An eyebrow shooting up, One said, “Wait, what do hiccups have to do with this?”
Twilight sighed and rubbed her eyes. “I don’t have time to explain it again right now.”
“One of us should write this stuff down,” Six said, then froze under the sudden scrutiny. She continued, apparently using her best Fluttershy impression. “You know, so there’s a standard pitch.”
Twilight stared and blinked at Six for a moment. That... was actually a wonderful idea. Why hadn’t Twilight thought of it? Well, she had, but not this her... She didn’t remember writing anything down previously. “Yes,” Twilight finally said. “Excellent suggestion. I’ll start on that immediately.” And now she did remember it.
Here came that headache again.
She grabbed a sheet of paper and a quill off the writing desk, then scribbled furiously to get as much down as possible before—”Hic!”
[br]
Nine expectant faces stared at Twilight—well, a couple of the early ones were shifting their eyes around and seemingly wondering what they were missing. “Not now,” she said, holding up a hoof to silence their murmurs. “I have to get through this as fast as I can. And one of you who knows what I’m talking about, please make Zero hold her breath.”
Twilight bent back down to her paper. Gotta keep it short enough to read in a couple of minutes but cover the material pretty thoroughly. And would she have to edit each time to add what new thing she’d tried? Maybe not every time. With any luck, this list wouldn’t get too long...
“Hic!”
“Not done yet!” Twilight shouted over everypony’s questions. “Just give me some peace and quiet and get Zero to stand on her head.”

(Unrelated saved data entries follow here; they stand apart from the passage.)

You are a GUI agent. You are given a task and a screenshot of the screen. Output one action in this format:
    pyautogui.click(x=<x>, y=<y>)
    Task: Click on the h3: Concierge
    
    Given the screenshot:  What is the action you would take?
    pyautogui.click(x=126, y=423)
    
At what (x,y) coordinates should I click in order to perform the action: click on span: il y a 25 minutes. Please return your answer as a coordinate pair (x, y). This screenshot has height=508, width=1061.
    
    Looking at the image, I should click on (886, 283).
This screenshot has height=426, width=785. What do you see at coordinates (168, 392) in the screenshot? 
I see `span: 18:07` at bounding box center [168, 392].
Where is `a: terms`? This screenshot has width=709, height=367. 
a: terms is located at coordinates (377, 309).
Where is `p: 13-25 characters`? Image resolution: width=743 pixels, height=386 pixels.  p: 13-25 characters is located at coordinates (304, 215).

After a chorus of huhs, a few hushed explanations, and some much-welcome silence, Twilight stabbed the final period into her page. That should about do it.
She cleared her throat, and everypony took that as their cue to strike up conversations again, but her stony, no-nonsense gaze soon had the hubbub dying down. “Now, for everypony’s information, getting Zero to delay her casting didn’t work, and neither did drinking water or holding her breath. Those of you that have no idea what I’m talking about, you will in a few minutes. Then we can get back to figuring this out, assuming that the stand-on-your-head thing doesn’t actually fix everything.”

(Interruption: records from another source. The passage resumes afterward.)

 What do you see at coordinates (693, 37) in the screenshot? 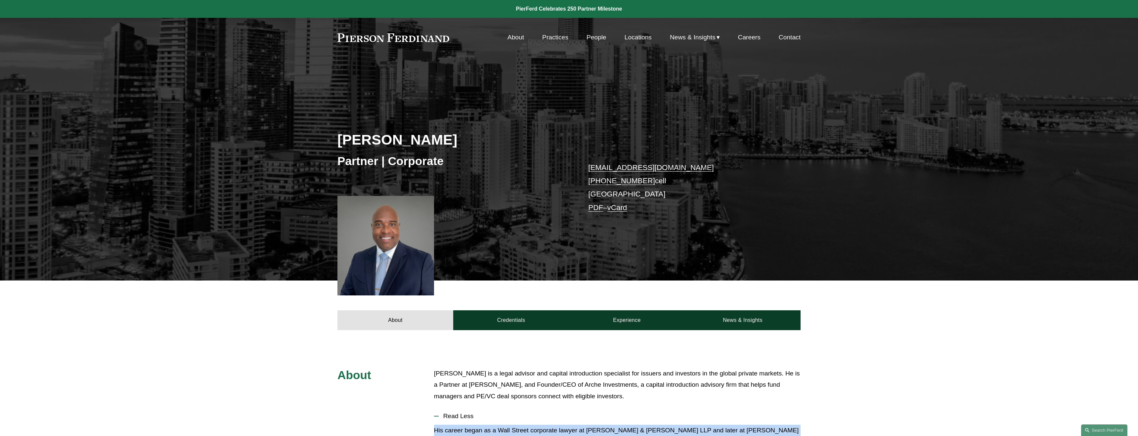
I see `span: News & Insights` at bounding box center [693, 37].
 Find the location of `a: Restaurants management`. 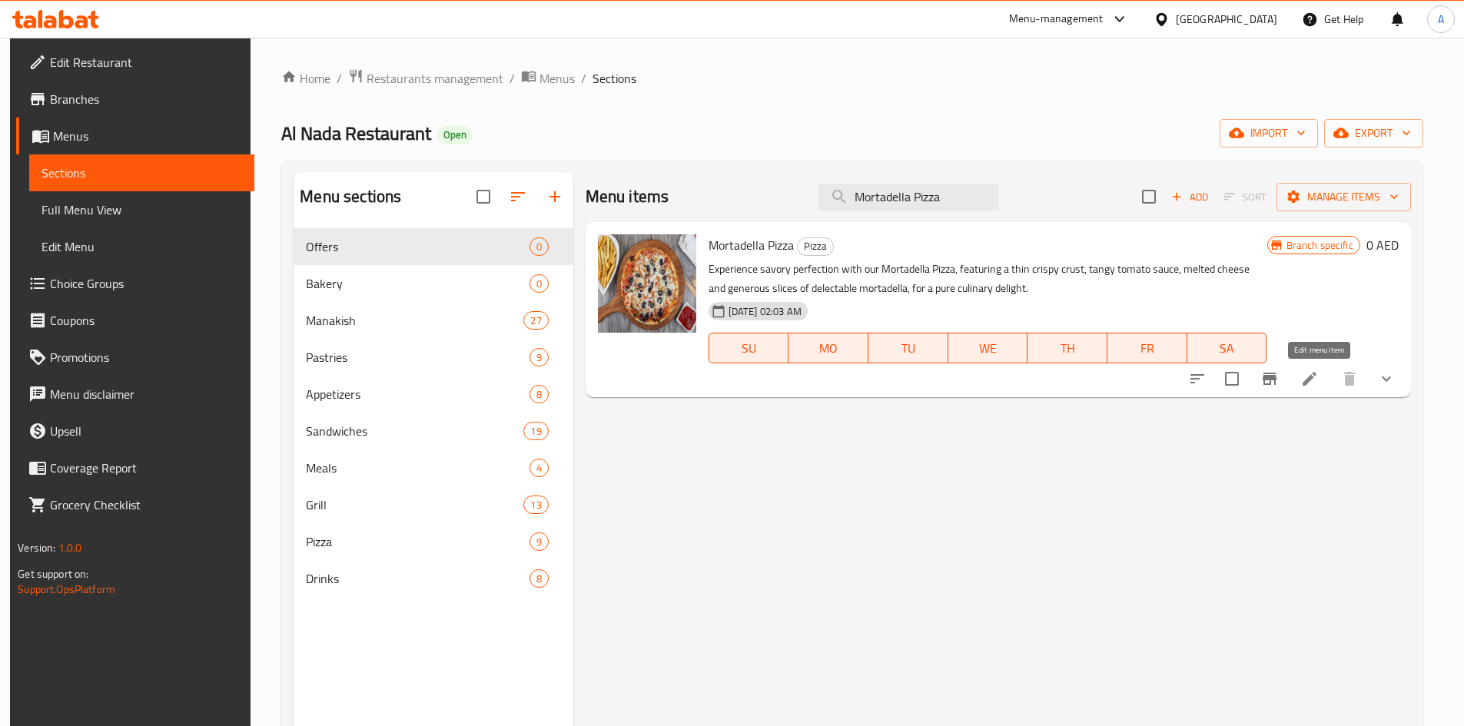

a: Restaurants management is located at coordinates (426, 78).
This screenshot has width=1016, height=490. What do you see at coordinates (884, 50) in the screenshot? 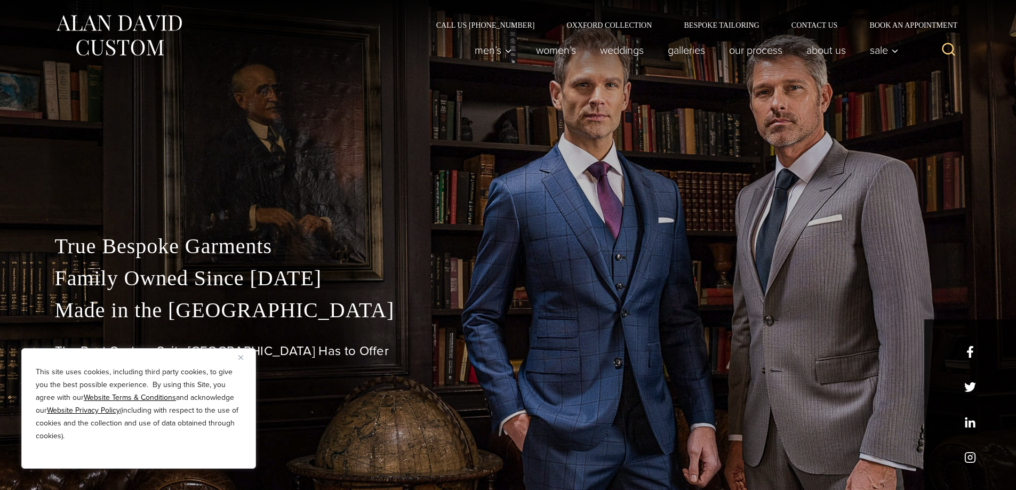
I see `span: Sale` at bounding box center [884, 50].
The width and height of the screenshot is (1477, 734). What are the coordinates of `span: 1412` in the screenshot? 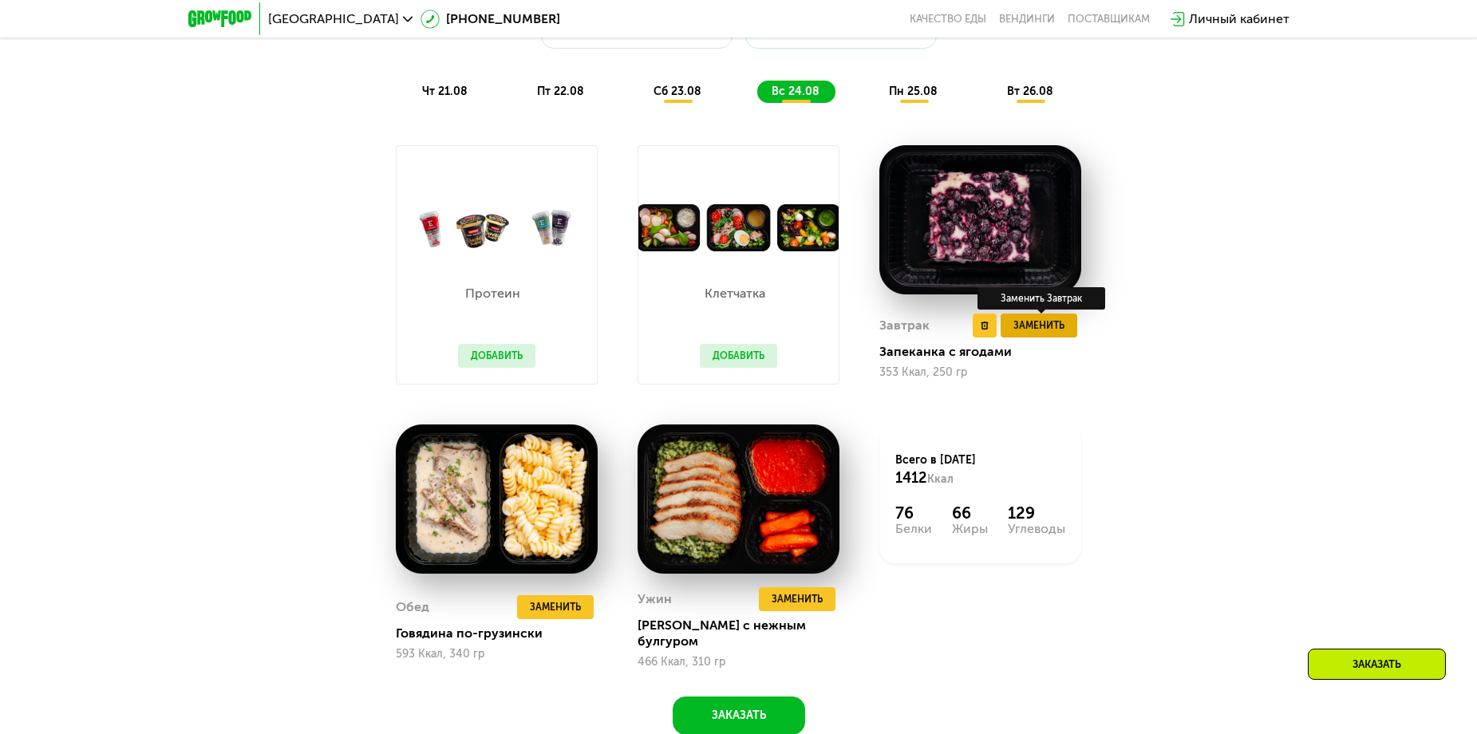 It's located at (911, 478).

“Hic!” Zero added. Somewhat unhelpfully, though perhaps the demonstration was illustrative.
“Wait, eventually your hiccups will stop,” came a voice from the assemblage. “Then everypony will go through the loop as many times as you did, jump back to her own time, and voila!”

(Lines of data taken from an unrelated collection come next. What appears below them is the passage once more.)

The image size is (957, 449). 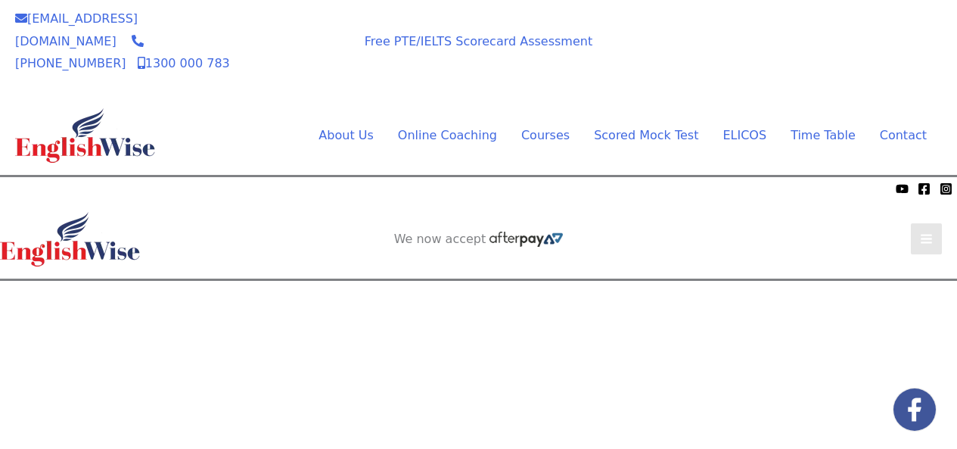 I want to click on a: Online CoachingMenu Toggle, so click(x=447, y=135).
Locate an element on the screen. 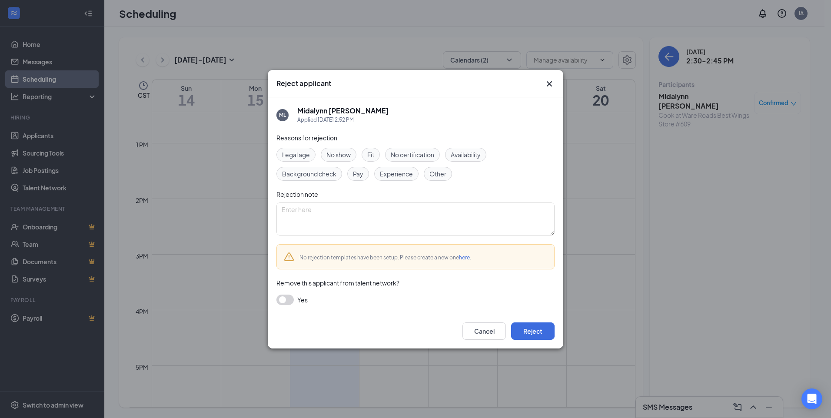  span: No show is located at coordinates (339, 155).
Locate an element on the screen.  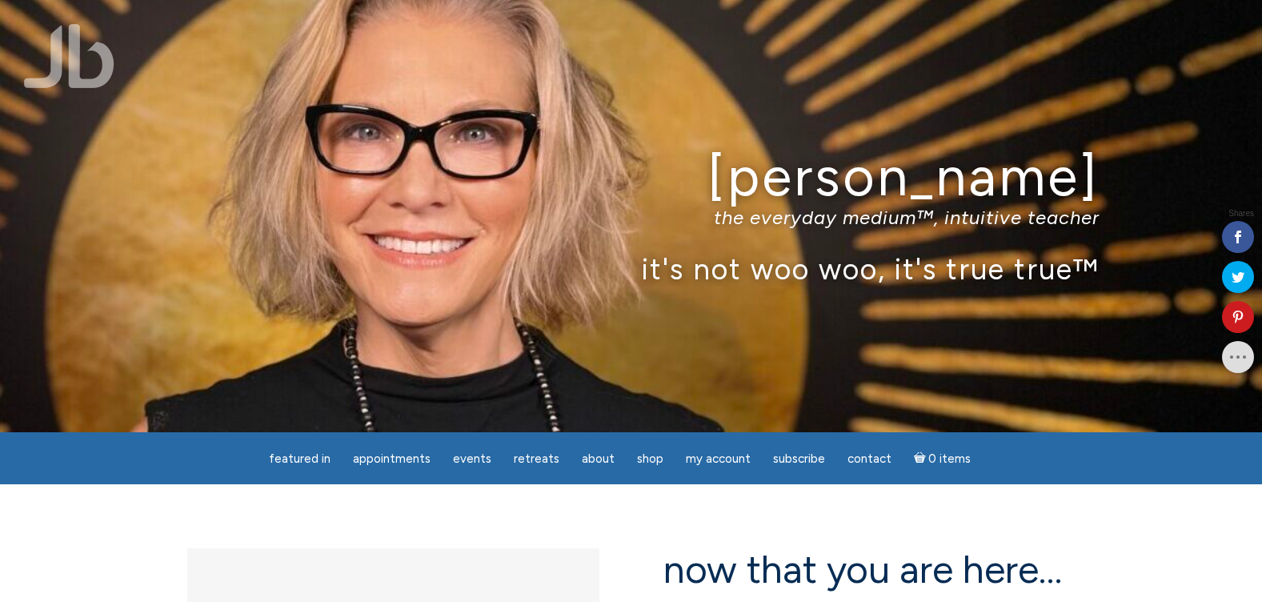
span: Shares is located at coordinates (1241, 214).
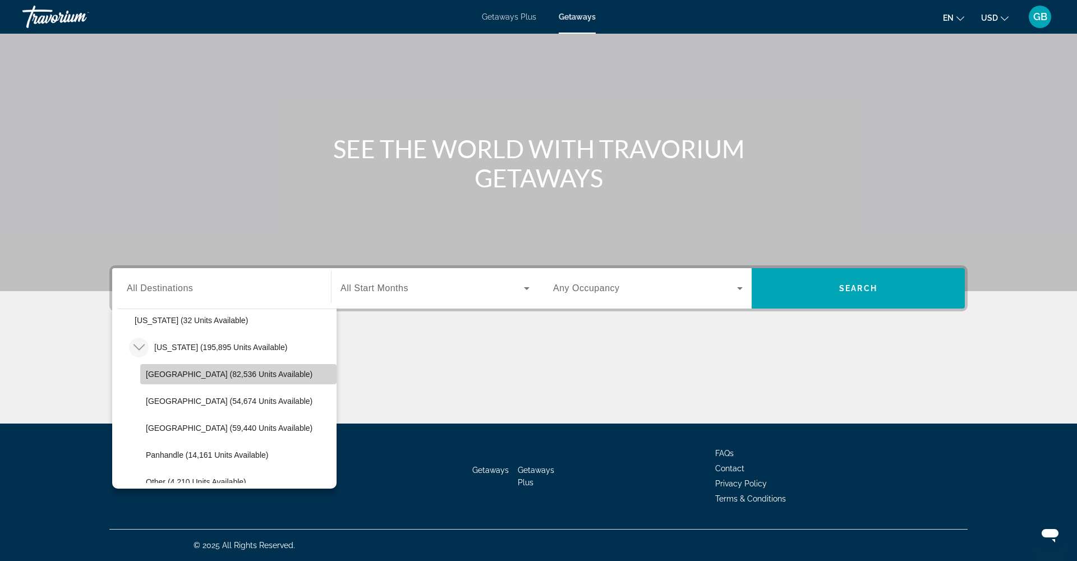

“I’ve already thought this through,” Twilight replied. “Yes, that would work. But then the time spell would still be linked to hiccups, and the next time I got them...”
“Oh. Yeah...” Four said, her ears angling back, but her face soon brightened again. “But that’s only part of the problem. Once your hiccups end, there will be no more loops, and we’ve run out of chances.”
Twilight’s jaw dropped. That was... right. And so obvious that somehow she hadn’t seen it. Everypony stared at her like they expected some assurance, some reasoned argument, some nugget of philosophical insight.
“Crud.”
“Language, Twilight!” Spike hissed from the back of the crowd.
“I-I need to keep them going...” Twilight rushed over to the table and crammed a hoofful of casserole into her mouth, then another. She couldn’t keep that up for long, or she’d get sick. Could she fake the hiccups? Would that activate the spell? Oh crud oh crud oh crud oh cr—”Hic!”
Twilight coaxed her voice into as much of a shout as she could. She’d gone hoarse some while ago, and her throat—even thinking about swallowing gave her a sinking feeling. “Okay,” she rasped. “Twenty-Three is passing out orientation pamphlets. Get one if you are Sixteen or lower. If you don’t know your number, you are One or Zero and need to get one, too.”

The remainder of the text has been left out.